Documentary about renowned Buddhist monk to hit Vietnam’s screens
VietnamNet, Feb 26, 2018
Hanoi, Vietnam -- The documentary film on Vietnam’s famous Buddhist Zen Master Thich Nhat Hanh will be screened in Vietnam beginning March 1st this year.
The film titled “Walk with me” is a cinematic journey into the world of a monastic community that practices the art of mindfulness with 91-year-old Zen Buddhist Master Thich Nhat Hanh.
The film was shot by two British directors Marc J. Francis and Max Pugh for three years mainly in Plum Village, a Buddhist meditation centre in Dordogne, southern France. The place is the rural monastic community that Nhat Hanh set up in 1982.
The directors also followed Zen Master Thich Nhat Hanh to other places, including Europe and North America to make the documentary.
Famous English actor Bennedict Cumberbatch lends his voice to the film’s narration.
Born in the central city of Hue in 1926, Thich Nhat Hanh is among the pioneering Buddhist leaders in the popularisation of the religion in the West.
The Zen Master was nominated by Dr. Martin Luther King Jr. for the Nobel Prize in 1967. He has published more than 100 books, including more than 40 volumes in English.
He is active in the peace movement, promoting nonviolent solutions to conflict and he also refrains from animal product consumption as a means of nonviolence towards non-human animals.
In the 1960s, he launched a movement of Buddhists in Southern Vietnam aiming to call for an end to the Vietnam War. He has lived in France since 1966 when he left Vietnam.
Last year, he returned to visit Vietnam for a week.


--- Your goal ---
The records come next. Copy all of them exactly.

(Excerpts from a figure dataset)
*****

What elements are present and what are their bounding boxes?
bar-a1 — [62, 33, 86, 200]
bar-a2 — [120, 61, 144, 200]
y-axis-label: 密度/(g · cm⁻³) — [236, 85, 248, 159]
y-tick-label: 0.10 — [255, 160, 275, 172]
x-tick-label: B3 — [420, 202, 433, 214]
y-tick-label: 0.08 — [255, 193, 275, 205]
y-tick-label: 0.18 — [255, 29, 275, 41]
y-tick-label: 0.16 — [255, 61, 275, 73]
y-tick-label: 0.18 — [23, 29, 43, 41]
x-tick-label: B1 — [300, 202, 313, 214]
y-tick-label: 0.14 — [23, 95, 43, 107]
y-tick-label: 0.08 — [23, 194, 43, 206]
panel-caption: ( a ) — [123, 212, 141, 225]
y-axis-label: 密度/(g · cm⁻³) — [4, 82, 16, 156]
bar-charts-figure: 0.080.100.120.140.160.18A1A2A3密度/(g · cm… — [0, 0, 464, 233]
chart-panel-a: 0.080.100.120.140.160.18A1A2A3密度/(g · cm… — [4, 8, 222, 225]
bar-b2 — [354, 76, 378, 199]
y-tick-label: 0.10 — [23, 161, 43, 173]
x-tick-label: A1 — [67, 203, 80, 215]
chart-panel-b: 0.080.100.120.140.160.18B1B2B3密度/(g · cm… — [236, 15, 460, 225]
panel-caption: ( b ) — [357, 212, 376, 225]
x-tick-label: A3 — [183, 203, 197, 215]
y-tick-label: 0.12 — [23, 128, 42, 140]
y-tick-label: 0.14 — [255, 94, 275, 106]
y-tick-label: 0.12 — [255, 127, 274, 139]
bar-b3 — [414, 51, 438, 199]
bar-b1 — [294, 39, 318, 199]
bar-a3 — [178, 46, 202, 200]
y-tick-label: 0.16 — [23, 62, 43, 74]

*****

--- Finished task ---
What elements are present and what are their bounding boxes?
bar-a1 — [62, 33, 86, 200]
bar-a2 — [120, 61, 144, 200]
y-axis-label: 密度/(g · cm⁻³) — [236, 85, 248, 159]
y-tick-label: 0.10 — [255, 160, 275, 172]
x-tick-label: B3 — [420, 202, 433, 214]
y-tick-label: 0.08 — [255, 193, 275, 205]
y-tick-label: 0.18 — [255, 29, 275, 41]
y-tick-label: 0.16 — [255, 61, 275, 73]
y-tick-label: 0.18 — [23, 29, 43, 41]
x-tick-label: B1 — [300, 202, 313, 214]
y-tick-label: 0.14 — [23, 95, 43, 107]
y-tick-label: 0.08 — [23, 194, 43, 206]
panel-caption: ( a ) — [123, 212, 141, 225]
y-axis-label: 密度/(g · cm⁻³) — [4, 82, 16, 156]
bar-charts-figure: 0.080.100.120.140.160.18A1A2A3密度/(g · cm… — [0, 0, 464, 233]
chart-panel-a: 0.080.100.120.140.160.18A1A2A3密度/(g · cm… — [4, 8, 222, 225]
bar-b2 — [354, 76, 378, 199]
y-tick-label: 0.10 — [23, 161, 43, 173]
x-tick-label: A1 — [67, 203, 80, 215]
chart-panel-b: 0.080.100.120.140.160.18B1B2B3密度/(g · cm… — [236, 15, 460, 225]
panel-caption: ( b ) — [357, 212, 376, 225]
x-tick-label: A3 — [183, 203, 197, 215]
y-tick-label: 0.12 — [23, 128, 42, 140]
y-tick-label: 0.14 — [255, 94, 275, 106]
y-tick-label: 0.12 — [255, 127, 274, 139]
bar-b3 — [414, 51, 438, 199]
bar-b1 — [294, 39, 318, 199]
bar-a3 — [178, 46, 202, 200]
y-tick-label: 0.16 — [23, 62, 43, 74]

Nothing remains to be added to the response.